LG Display’s engineering wizardry changes the game. By cranking the refresh rate to 240Hz whilst maintaining that pristine RGB stripe layout, the company has produced a panel that works equally well for colour-critical design work and twitchy gaming sessions. Better still, the panel incorporates Dynamic Frequency & Resolution technology, letting users toggle between ultra-high-definition at 240Hz and full-HD at a frankly ludicrous 480Hz. That is fast enough to make your eyeballs sweat.
The specs are suitably impressive: 160 pixels per inch for exceptional detail, optimised performance for Windows and font-rendering engines, and colour accuracy that should please the Photoshop brigade. LG Display achieved this by boosting the aperture ratio—the percentage of each pixel that actually emits light—and applying what it coyly describes as “various new technologies.” Translation: years of R&D and probably some sleepless nights.
Existing high-end gaming OLED monitors have relied on RGWB structures (which add a white subpixel) or triangular RGB arrangements. Both work, but neither delivers the sharpness that professionals demand. LG Display’s new stripe pattern is tailored specifically for monitor use, a recognition that staring at a screen from two feet away demands different engineering than watching telly from across the room.
The company is betting big on this technology, targeting the high-end monitor market where it already commands roughly 30 per cent of global OLED panel production. Among gaming OLED panels in mass production, LG Display claims world-leading specs across refresh rate, response time and resolution—a trifecta that sounds like marketing bluster until you check the numbers.

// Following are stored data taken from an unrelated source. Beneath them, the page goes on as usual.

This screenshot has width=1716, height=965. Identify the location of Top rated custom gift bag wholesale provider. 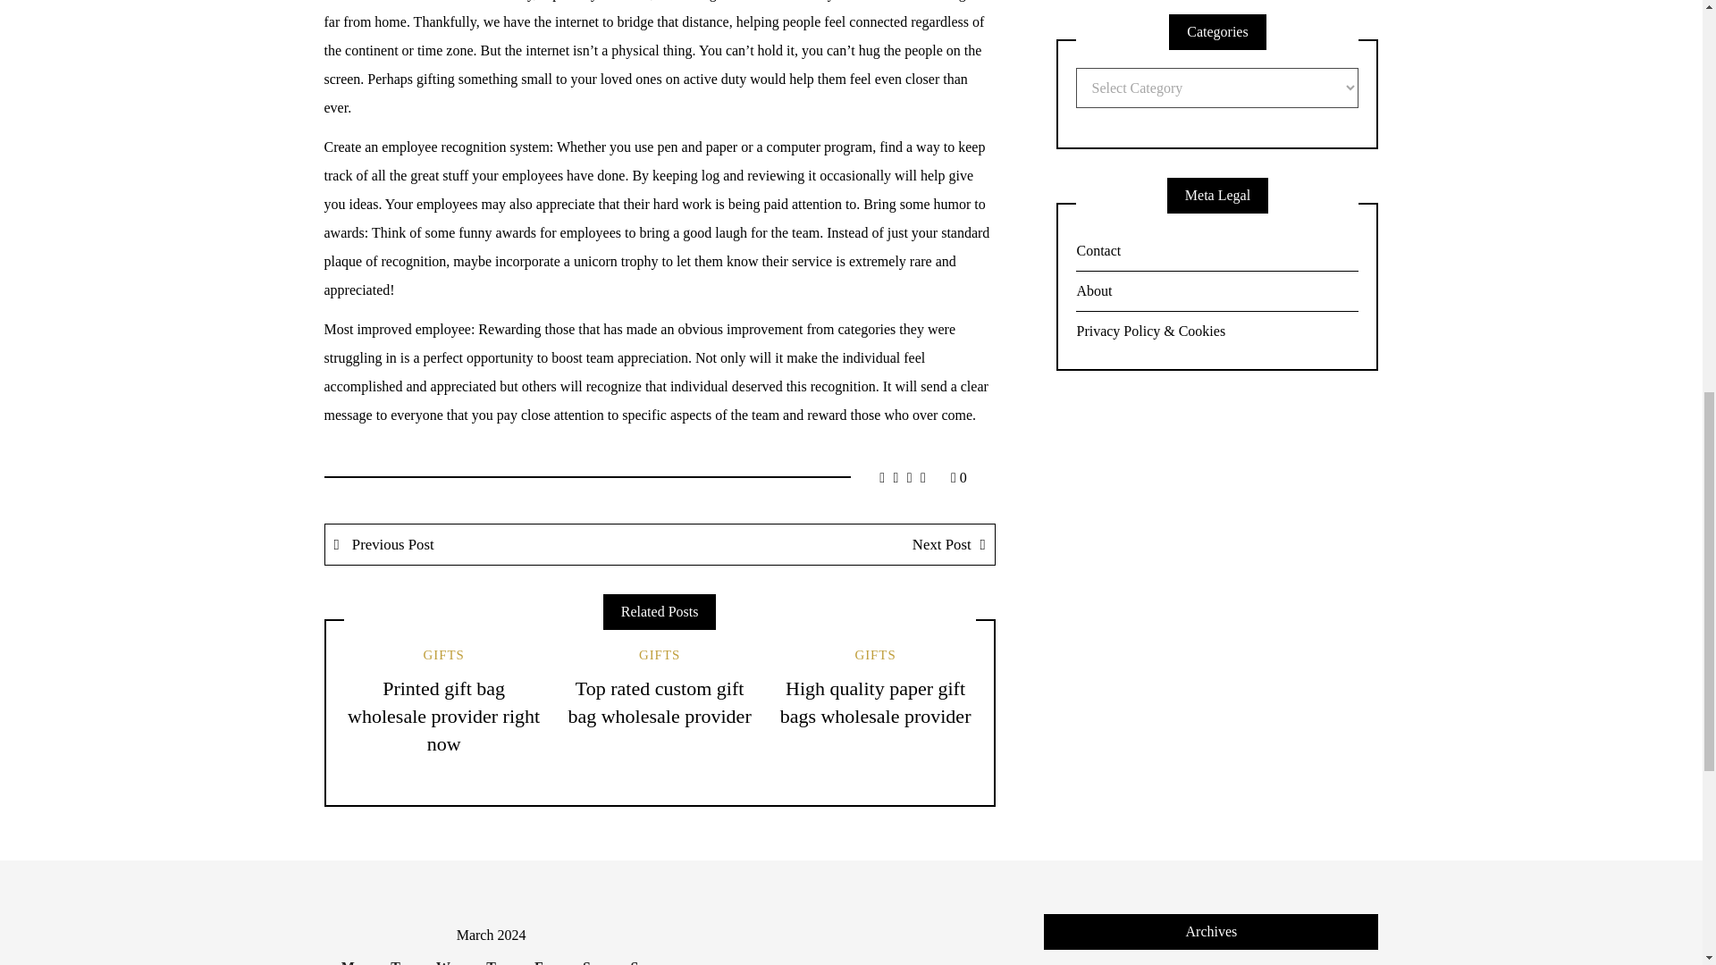
(660, 702).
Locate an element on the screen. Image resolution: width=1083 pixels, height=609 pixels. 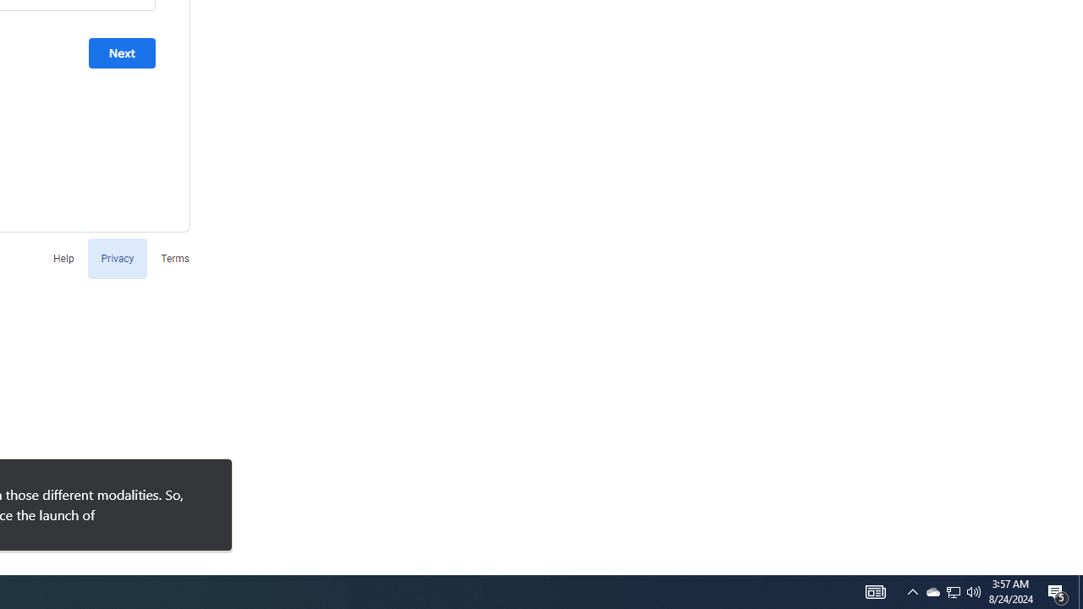
Terms is located at coordinates (175, 257).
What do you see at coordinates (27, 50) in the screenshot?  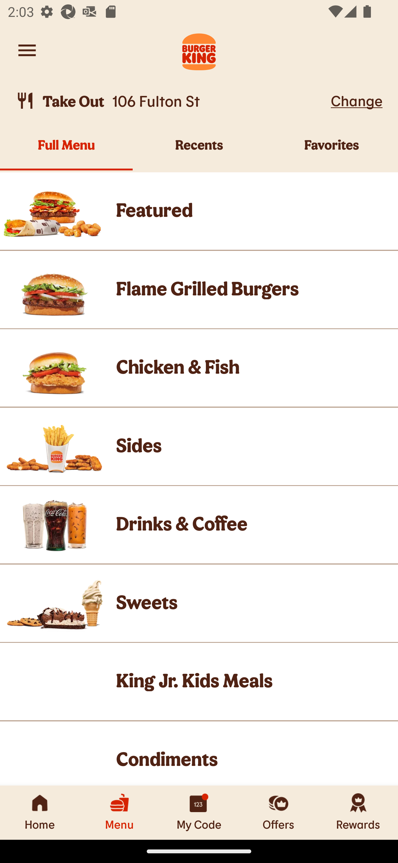 I see `Navigate to account menu ` at bounding box center [27, 50].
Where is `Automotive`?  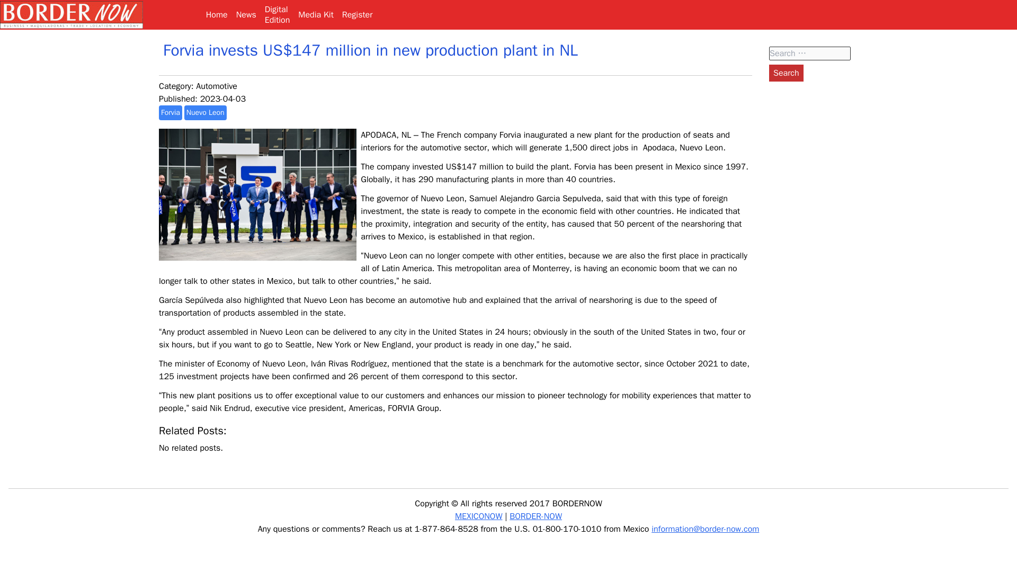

“Technology is the foundation of leadership in the rapidly growing OLED monitor market,” says LG Display head of the large display business unit Lee Hyun-woo. He promises to keep pushing “differentiated technologies compared to competitors”—corporate-speak for staying ahead of Chinese rivals snapping at LG’s heels.
The new panel will debut at CES 2026 in Las Vegas, where LG Display plans to woo customers and expand its lineup. Initial rollout targets high-end gaming and professional monitors, the sweet spot where people actually pay premiums for superior screens rather than settling for whatever came with their laptop.
Whether this technology reshapes the monitor market or remains a niche luxury depends on two things: pricing and production scale. But for now, LG Display has pulled off something rare—a genuine technical leap that solves a real problem. Gamers get their speed, designers get their clarity, and LG gets bragging rights. In the cutthroat world of display tech, that counts as a win.